J Immunol. 2026 Jul 10;215(7):vkag142. doi: 10.1093/jimmun/vkag142.
ABSTRACT
Radiation is an effective site-specific cytotoxic therapy for cancer cells. In preclinical models, CD8 T cells are essential for optimum tumor control by radiation therapy, yet CD8 T cells are radiosensitive and depleted within the treatment field. Irradiated tumors can be refilled with T cells that were outside the field at the time of treatment. Using the Kaede photoconvertible mouse model we tracked CD8 T cells that originated in the tumor-draining lymph node and entered the tumor following radiation therapy. We show that radiation induces CD69 expression in newly infiltrating CD8 T cells within the tumor; however, this activation is not antigen-specific activation, but rather ois mediated by type I interferon released following radiation therapy. This effect is radiation dose dependent and requires cGAS expression in the cancer cells. Mathematical modeling demonstrates that radiation results in increased retention of surviving CD8 T cells in the tumor environment following treatment. By tracking the movement of tumor antigen-specific CD8 T cells from the tumor-draining lymph node to the tumor, we can observe that these cells rapidly express exhaustion markers in the tumor environment. These events occur in advance of radiation-mediated antigen-specific T cell expansion in the tumor-draining lymph node. These data formally demonstrate movement of CD8 T cells from the tumor-draining lymph node to the irradiated tumor and identify a mechanism of innate inflammation-mediated T cell activation that may impact T cell retention and accelerates refilling of the irradiated tumor.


▶ **TASK REQUIREMENTS**
Show all the lines in the data below that include the word "transit".

------------------------------------------------

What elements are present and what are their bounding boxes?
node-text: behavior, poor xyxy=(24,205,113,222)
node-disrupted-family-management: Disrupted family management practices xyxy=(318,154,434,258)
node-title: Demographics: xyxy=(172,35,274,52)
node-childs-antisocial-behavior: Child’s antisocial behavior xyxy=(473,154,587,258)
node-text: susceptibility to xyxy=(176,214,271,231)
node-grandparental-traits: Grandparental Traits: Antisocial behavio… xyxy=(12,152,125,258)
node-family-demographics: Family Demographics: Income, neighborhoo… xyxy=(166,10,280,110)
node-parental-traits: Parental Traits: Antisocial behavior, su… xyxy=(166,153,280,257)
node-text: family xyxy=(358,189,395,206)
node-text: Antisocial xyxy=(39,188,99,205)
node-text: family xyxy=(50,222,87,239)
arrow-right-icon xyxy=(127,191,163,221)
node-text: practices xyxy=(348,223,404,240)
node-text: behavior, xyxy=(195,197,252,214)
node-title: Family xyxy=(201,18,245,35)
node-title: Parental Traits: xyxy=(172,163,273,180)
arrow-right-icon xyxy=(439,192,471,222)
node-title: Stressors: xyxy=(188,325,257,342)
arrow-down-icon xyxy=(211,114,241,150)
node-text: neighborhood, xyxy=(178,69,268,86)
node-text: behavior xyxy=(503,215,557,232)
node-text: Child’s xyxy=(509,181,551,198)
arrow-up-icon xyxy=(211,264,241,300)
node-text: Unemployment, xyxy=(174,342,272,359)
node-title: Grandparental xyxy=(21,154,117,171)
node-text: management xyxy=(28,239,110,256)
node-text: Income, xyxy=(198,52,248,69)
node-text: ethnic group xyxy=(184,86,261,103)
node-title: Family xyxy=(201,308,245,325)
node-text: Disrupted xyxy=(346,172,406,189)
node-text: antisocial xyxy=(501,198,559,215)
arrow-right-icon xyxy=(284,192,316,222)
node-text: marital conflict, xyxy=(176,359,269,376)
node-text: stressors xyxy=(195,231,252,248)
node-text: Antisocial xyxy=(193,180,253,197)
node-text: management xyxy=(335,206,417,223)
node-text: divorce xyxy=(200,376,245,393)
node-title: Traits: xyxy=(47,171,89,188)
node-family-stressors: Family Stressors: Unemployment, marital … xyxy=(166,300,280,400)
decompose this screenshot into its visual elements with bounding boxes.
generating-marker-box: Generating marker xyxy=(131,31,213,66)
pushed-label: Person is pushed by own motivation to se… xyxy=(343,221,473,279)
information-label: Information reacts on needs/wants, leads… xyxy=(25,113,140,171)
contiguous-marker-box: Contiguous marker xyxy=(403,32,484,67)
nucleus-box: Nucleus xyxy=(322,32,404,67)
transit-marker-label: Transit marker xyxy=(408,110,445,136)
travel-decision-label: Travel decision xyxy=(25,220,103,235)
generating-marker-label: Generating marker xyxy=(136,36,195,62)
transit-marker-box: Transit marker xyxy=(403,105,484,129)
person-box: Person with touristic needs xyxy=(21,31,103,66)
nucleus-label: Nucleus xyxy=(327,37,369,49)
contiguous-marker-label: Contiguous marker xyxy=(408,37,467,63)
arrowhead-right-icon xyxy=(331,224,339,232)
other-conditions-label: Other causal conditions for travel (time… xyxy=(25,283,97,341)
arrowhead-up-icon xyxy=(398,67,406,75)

------------------------------------------------

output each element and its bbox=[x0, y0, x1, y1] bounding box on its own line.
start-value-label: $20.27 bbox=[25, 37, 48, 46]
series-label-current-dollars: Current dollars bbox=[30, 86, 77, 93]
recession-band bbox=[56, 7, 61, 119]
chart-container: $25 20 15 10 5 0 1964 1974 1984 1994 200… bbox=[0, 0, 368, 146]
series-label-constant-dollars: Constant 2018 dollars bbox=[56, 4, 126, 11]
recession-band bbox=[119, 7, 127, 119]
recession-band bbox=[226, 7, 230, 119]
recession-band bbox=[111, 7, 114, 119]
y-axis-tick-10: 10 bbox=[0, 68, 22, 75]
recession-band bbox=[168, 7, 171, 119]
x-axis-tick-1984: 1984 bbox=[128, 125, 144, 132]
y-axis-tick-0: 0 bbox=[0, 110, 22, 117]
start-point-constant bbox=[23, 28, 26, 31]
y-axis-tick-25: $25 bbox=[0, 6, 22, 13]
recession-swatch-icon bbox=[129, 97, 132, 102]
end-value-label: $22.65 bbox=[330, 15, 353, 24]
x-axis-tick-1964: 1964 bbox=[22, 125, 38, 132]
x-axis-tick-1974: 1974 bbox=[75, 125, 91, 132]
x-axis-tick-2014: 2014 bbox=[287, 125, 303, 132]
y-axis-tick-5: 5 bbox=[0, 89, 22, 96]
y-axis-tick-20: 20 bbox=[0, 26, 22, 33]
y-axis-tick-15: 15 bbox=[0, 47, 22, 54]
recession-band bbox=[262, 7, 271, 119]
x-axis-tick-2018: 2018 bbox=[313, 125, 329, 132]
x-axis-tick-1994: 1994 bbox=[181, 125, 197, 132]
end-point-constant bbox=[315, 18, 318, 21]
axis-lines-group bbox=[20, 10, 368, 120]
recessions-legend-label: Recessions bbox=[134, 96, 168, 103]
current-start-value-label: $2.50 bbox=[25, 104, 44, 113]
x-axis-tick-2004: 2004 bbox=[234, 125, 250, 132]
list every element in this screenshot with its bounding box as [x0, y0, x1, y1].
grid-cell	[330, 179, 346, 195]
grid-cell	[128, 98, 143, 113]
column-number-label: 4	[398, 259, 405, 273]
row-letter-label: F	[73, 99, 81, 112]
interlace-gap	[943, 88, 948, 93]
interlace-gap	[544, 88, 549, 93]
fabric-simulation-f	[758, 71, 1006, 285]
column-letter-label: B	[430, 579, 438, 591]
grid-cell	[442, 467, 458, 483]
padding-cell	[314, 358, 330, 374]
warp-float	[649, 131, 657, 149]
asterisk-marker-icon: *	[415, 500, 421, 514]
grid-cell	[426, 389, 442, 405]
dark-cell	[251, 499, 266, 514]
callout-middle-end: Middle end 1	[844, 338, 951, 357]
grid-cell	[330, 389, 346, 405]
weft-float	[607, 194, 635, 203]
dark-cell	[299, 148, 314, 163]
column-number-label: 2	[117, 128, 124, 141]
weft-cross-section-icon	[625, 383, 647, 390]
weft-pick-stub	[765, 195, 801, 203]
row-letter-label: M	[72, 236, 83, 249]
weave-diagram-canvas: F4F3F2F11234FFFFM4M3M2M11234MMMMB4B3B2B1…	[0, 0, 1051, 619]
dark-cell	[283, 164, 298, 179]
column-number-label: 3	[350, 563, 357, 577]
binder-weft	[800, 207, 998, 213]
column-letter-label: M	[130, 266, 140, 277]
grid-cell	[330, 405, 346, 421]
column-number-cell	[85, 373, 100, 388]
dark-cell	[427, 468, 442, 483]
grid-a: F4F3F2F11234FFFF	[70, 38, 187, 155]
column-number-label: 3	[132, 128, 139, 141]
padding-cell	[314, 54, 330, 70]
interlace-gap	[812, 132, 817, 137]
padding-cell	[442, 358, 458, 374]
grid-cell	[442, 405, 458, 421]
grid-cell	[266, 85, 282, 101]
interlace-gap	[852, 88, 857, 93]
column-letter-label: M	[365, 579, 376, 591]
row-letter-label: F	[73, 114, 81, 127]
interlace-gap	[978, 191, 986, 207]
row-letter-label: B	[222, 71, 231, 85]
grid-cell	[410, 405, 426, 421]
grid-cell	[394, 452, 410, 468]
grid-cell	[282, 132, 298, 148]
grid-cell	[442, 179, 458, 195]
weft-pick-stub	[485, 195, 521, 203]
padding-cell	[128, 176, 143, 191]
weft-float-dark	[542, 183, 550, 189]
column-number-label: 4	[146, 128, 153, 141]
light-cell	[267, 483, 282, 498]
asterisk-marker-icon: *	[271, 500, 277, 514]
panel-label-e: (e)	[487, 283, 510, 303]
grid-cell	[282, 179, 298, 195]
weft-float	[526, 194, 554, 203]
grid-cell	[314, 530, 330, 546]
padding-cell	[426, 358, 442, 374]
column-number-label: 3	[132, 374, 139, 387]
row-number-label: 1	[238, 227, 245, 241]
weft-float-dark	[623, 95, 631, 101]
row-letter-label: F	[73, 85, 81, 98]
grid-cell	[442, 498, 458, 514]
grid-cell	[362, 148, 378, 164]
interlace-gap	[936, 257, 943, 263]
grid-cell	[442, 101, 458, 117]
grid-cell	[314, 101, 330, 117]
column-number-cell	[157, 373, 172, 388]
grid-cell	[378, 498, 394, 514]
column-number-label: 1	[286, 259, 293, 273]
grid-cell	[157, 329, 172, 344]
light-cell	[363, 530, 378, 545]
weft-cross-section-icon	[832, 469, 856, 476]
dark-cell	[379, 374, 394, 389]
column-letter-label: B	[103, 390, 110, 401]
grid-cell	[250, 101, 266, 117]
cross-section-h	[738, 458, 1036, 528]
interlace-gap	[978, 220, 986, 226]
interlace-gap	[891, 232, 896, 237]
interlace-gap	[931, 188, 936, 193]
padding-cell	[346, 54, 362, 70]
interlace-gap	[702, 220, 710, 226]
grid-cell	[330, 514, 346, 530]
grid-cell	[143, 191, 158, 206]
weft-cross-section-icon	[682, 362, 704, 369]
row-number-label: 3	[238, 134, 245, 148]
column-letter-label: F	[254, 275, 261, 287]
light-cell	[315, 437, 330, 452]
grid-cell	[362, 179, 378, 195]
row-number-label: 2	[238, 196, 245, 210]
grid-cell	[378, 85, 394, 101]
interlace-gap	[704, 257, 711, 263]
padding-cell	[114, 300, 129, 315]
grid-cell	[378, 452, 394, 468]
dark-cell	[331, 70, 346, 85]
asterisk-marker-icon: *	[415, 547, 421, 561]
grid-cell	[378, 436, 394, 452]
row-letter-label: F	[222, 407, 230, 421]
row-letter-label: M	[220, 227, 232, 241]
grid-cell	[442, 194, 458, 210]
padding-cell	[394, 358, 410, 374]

------------------------------------------------

▶ **ANSWER FOR THIS EXERCISE**
transit-marker-label: Transit marker xyxy=(408,110,445,136)
transit-marker-box: Transit marker xyxy=(403,105,484,129)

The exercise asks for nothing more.